Shalamar of Clapham
July 5, 2011
As a North Londoner, walking back from Clapham Common is a disorientating experience. It’s like a foreign county; wide roads, great flat heaths, people with accents different to mine, and seemingly-popular fast food restaurants I’ve never heard of.
Shalamar is a tiny fast-food restaurant close to Clapham Common tube station, which, as the bag announces, has been open since 1972. The KFC-inspired bag promises “chicken and Jacs”, but what Jacs are, I’ve no idea. A search online brings up just one relevant link – and it’s only someone else asking what on earth Jacs are.
The person on the bag isn’t Shalamar, but the owner, Mr. Shahid Latif. Looking rather like a benevolent dictator from the 1970s, his face beams out like a Middle Eastern Colonel Saunders – looking rather like, according to one blogger on fast-food, “the love child of Christopher Lee, Borat and Salvador Dali.”
It seems a shame that more independent shops don’t produce this type of personal bag – but I suppose, like this example, it must be a bit strange to walk round your neighbourhood and constantly spot your own face discarded at bus stops.
Cafe Classique, Colindale
May 4, 2011
It’s long gone now, but here’s a photo I took of Cafe Classique in Colindale back in about 2002. Just outside the tube station on Colindale Avenue and next to the shop dedicated solely to Airfix models (a much sadder, more recent loss), it was the only place near the British Library’s newspaper archive to go for something for lunch.
The women’s shoes nailed to the sign might put some people off, but if that didn’t work, someone had also blu-tacked a couple of porn photos up in the gentlemen’s toilets.
The people working behind the counter never seemed very happy to serve, took orders and money begrudgingly and there was always a worrying sense that some of the women who worked there might also be on the game. The academics and writers who’d come out for a break in their research would look terrified the second they crossed the threshold, and they’d always eat quickly, in silence, and get out as soon as possible. There was a constant sense of tension and fear in the room that the employees seemed to actively encourage.
For entirely explicable reasons, Cafe Classique ended up closing down a couple of years later. I took this photo quite early on, but as the months and seasons passed after I’d snapped it, the shoes started to get incredibly tatty – covered in bird shit, torn up, faded in the sun, puckered by the rain. It became the most melancholy looking cafe you’d ever seen in your life.
The shop sign always reminded me of Mike Leigh’s Life is Sweet, where Timothy Spall opens up a restaurant serving dishes like liver in lager which has too many themes going on at once. The shoes are an attempt at panache that overreaches, entirely misses and ends up being excruitiating. And Cafe Classique – I mean, they nailed women’s shoes to the front. What were they thinking?
It’s like some kind of serial killer’s grisly trophy display. You might as well have put scalps up there, or necklaces of teeth.
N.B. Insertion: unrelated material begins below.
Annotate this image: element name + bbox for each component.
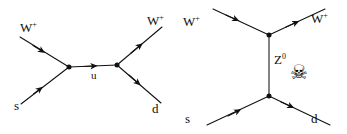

There is still a cafe on the site today, but, disappointingly, it’s entirely nondescript.
UPDATE – February 2012
Sometimes, the places you’ve always half-wondered about have a history just waiting to be revealed. In February, I was emailed by Ebru, who it turned out knew the cafe well.
I have been crying with laughter reading your musings on the cafe that was indeed classique!
This was my dad’s cafe.
When we saw the shoes and porn and undies nailed to the wall, we were like “WTF!” There is soo much that went on in there, I had forgotten about the black and white classy porn that was hanging in the toilets…
To be fair to my dad, it was an inspirational time for him: he was having an affair with one of his Czech waitresses (she was quite nice), I think he wanted to impress her.I even had a blazing row with him there: I asked for £40 and for the first time he said ‘no’. I started screaming at him and told him to shove his money and spend it on some knickers for his girlfriend… knowing him, he would have nailed a satin twinset to the wall.
He had a cafe in South Oxhey before Colindale. His sexuality was hidden under the counter: he would cut out the Sun’s topless girl everyday and keep it there. I’d have a look through them (interested in what they had to say) and there was a stack! Started recognising them after a while, I was around 10… Brother and myself turned out ok, but it didn’t work out with the Czech girl.He now lives with his brother in Grahame Park (not so much stillettos… more like Werther’s Originals and freedom passes).Thank you for writing about it on your blog. It’s nice to know that his overt sexuality was appreciated by others.